Surprise! Incentives matter, even to upper middle class professionals

The most basic and fundamental thing you need to know about eonomics is that incentives matter. This is all that is required to understand this little snippet of news:

British patients face the shortest GP appointments and are least likely to see a doctor in person, an international study has found.

In most parts of the world doctors are paid when they see a patient. This may or may not mean that they then do something to solve said patient’s problem but that’s not what is being measured here. Rather, who gets to see a doctor is being taken as the measure of success because that is what is being measured - who does the doctor see?

All we require to understand this is that British GPs are not paid for seeing people. Instead they have their list and they receive an annual fee for everyone who is on that list - the capitation fee. In fact, the incentives in the British system of paying doctors are to maximise the number on the list and minimise the number of them who are actually seen. Which does, neatly, explain why the British find it so difficult to gain a doctor’s appointment, because British doctors are paid for not seeing patients.

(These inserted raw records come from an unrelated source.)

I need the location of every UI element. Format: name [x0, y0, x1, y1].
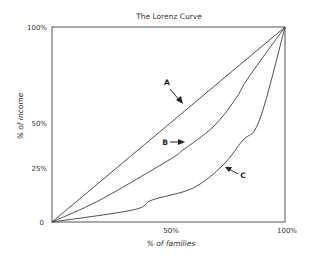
annotation-b: B	[162, 138, 185, 147]
annotation-c-arrow-icon	[229, 169, 238, 174]
curves-group	[52, 27, 285, 222]
lorenz-curve-chart: The Lorenz Curve 100% 50% 25% 0 % of inc…	[0, 0, 312, 258]
annotation-c-arrowhead-icon	[225, 167, 232, 172]
annotation-c-label: C	[240, 171, 246, 180]
x-tick-100: 100%	[277, 227, 297, 235]
y-tick-0: 0	[40, 219, 44, 227]
y-axis-label: % of income	[16, 92, 25, 139]
x-axis-label: % of families	[147, 239, 196, 248]
annotation-a: A	[164, 78, 183, 104]
annotation-c: C	[225, 167, 246, 180]
x-tick-50: 50%	[163, 227, 179, 235]
x-axis-ticks: 50% 100%	[163, 227, 297, 235]
curve-a-equality-line	[52, 27, 285, 222]
chart-title: The Lorenz Curve	[135, 12, 202, 21]
y-axis-ticks: 100% 50% 25% 0	[27, 24, 47, 227]
y-tick-50: 50%	[31, 120, 47, 128]
annotation-b-arrowhead-icon	[178, 139, 185, 145]
y-tick-100: 100%	[27, 24, 47, 32]
annotation-b-label: B	[162, 138, 168, 147]
annotation-a-label: A	[164, 78, 170, 87]
y-tick-25: 25%	[31, 165, 47, 173]
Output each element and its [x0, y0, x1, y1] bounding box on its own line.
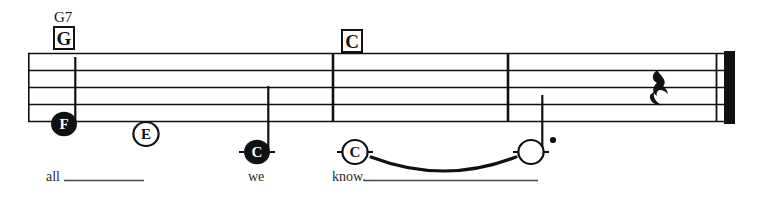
music-staff-sheet: G7 G C F E C C all we know. — [0, 0, 779, 198]
staff-lines — [28, 54, 735, 122]
note-c-we — [239, 86, 275, 164]
notation-vector-layer — [0, 0, 779, 198]
slur-arc — [371, 157, 516, 171]
lyric-all: all — [46, 170, 60, 184]
lyric-we: we — [248, 170, 264, 184]
note-c-know-head — [342, 140, 367, 164]
note-f — [51, 57, 77, 136]
chord-symbol-g7[interactable]: G7 G — [53, 10, 75, 50]
note-c-know — [337, 140, 373, 164]
final-barline-thick — [724, 51, 735, 124]
chord-box-label: G — [53, 26, 75, 50]
chord-symbol-c[interactable]: C — [341, 29, 363, 53]
note-e-head — [133, 122, 158, 146]
chord-extension-label: G7 — [54, 10, 75, 26]
augmentation-dot-icon — [550, 137, 556, 143]
note-final-head — [518, 140, 543, 164]
note-f-head — [51, 112, 77, 136]
chord-box-label: C — [341, 29, 363, 53]
note-e — [133, 122, 158, 146]
note-final-dotted-half — [513, 95, 556, 164]
lyric-know: know. — [332, 170, 366, 184]
note-c-we-head — [244, 140, 270, 164]
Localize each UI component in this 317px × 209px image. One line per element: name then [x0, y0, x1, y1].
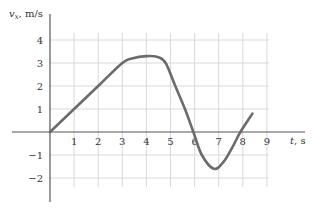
velocity-chart: 1234567894321−1−2 vx, m/s t, s	[0, 0, 317, 209]
axes	[12, 14, 305, 202]
y-axis-label: vx, m/s	[9, 8, 43, 21]
y-tick-label: 2	[37, 81, 43, 92]
x-tick-label: 1	[71, 136, 77, 147]
x-tick-label: 9	[264, 136, 270, 147]
y-tick-label: −2	[28, 173, 43, 184]
grid	[50, 33, 269, 187]
x-tick-label: 2	[95, 136, 101, 147]
y-tick-label: 1	[37, 104, 43, 115]
x-tick-label: 8	[240, 136, 246, 147]
x-tick-label: 7	[216, 136, 222, 147]
y-tick-label: −1	[28, 150, 43, 161]
x-tick-label: 3	[119, 136, 125, 147]
y-tick-label: 4	[37, 35, 43, 46]
x-axis-label: t, s	[290, 135, 306, 146]
velocity-curve	[50, 56, 252, 169]
x-tick-label: 5	[167, 136, 173, 147]
y-tick-label: 3	[37, 58, 43, 69]
x-tick-label: 4	[143, 136, 149, 147]
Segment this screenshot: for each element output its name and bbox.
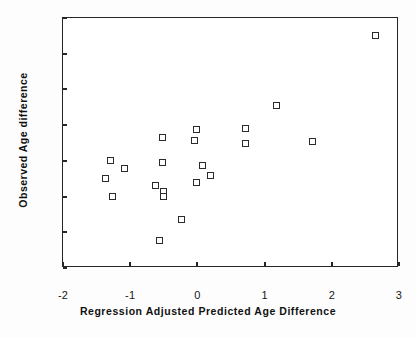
data-point — [199, 162, 206, 169]
data-point — [152, 182, 159, 189]
y-tick-mark — [63, 88, 67, 90]
x-tick-mark — [62, 262, 64, 266]
x-tick-mark — [196, 262, 198, 266]
plot-area: -3-2-101234 -2-10123 — [62, 17, 398, 267]
y-axis-label: Observed Age difference — [17, 72, 29, 207]
y-tick-mark — [63, 160, 67, 162]
data-point — [160, 193, 167, 200]
data-point — [159, 159, 166, 166]
x-tick-label: 2 — [320, 290, 344, 301]
x-tick-label: 1 — [253, 290, 277, 301]
data-point — [156, 237, 163, 244]
y-tick-mark — [63, 124, 67, 126]
y-tick-mark — [63, 17, 67, 19]
data-point — [109, 193, 116, 200]
data-point — [309, 138, 316, 145]
data-point — [372, 32, 379, 39]
data-point — [102, 175, 109, 182]
data-point — [273, 102, 280, 109]
data-point — [121, 165, 128, 172]
y-tick-mark — [63, 231, 67, 233]
data-point — [193, 126, 200, 133]
y-tick-mark — [63, 53, 67, 55]
x-tick-mark — [331, 262, 333, 266]
y-axis-label-container: Observed Age difference — [10, 0, 36, 280]
y-tick-mark — [63, 196, 67, 198]
x-tick-mark — [129, 262, 131, 266]
data-point — [242, 125, 249, 132]
data-point — [191, 137, 198, 144]
y-tick-mark — [63, 267, 67, 269]
x-tick-label: -1 — [118, 290, 142, 301]
scatter-plot-figure: Observed Age difference -3-2-101234 -2-1… — [0, 0, 416, 338]
data-point — [107, 157, 114, 164]
x-tick-label: -2 — [51, 290, 75, 301]
data-point — [207, 172, 214, 179]
x-tick-label: 0 — [185, 290, 209, 301]
x-axis-label: Regression Adjusted Predicted Age Differ… — [0, 305, 416, 317]
data-point — [159, 134, 166, 141]
data-point — [242, 140, 249, 147]
x-tick-mark — [398, 262, 400, 266]
data-point — [178, 216, 185, 223]
x-tick-mark — [264, 262, 266, 266]
data-point — [193, 179, 200, 186]
x-tick-label: 3 — [387, 290, 411, 301]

Switch the payment system to that of other places and the performance of the system will be as that of other places. For, yes, incentives matter. Pay doctors for seeing patients and doctors will see patients. We can decry this as merely waving filthy lucre at them but given that we already stuff their mouths with gold we might as well get the incentives right as we do so.

The only useful argument against this idea is that we don’t in fact want doctors to see patients. We can imagine a bureaucracy dreaming of that as the perfect outcome but we think it more than a little odd as a goal of actual public policy.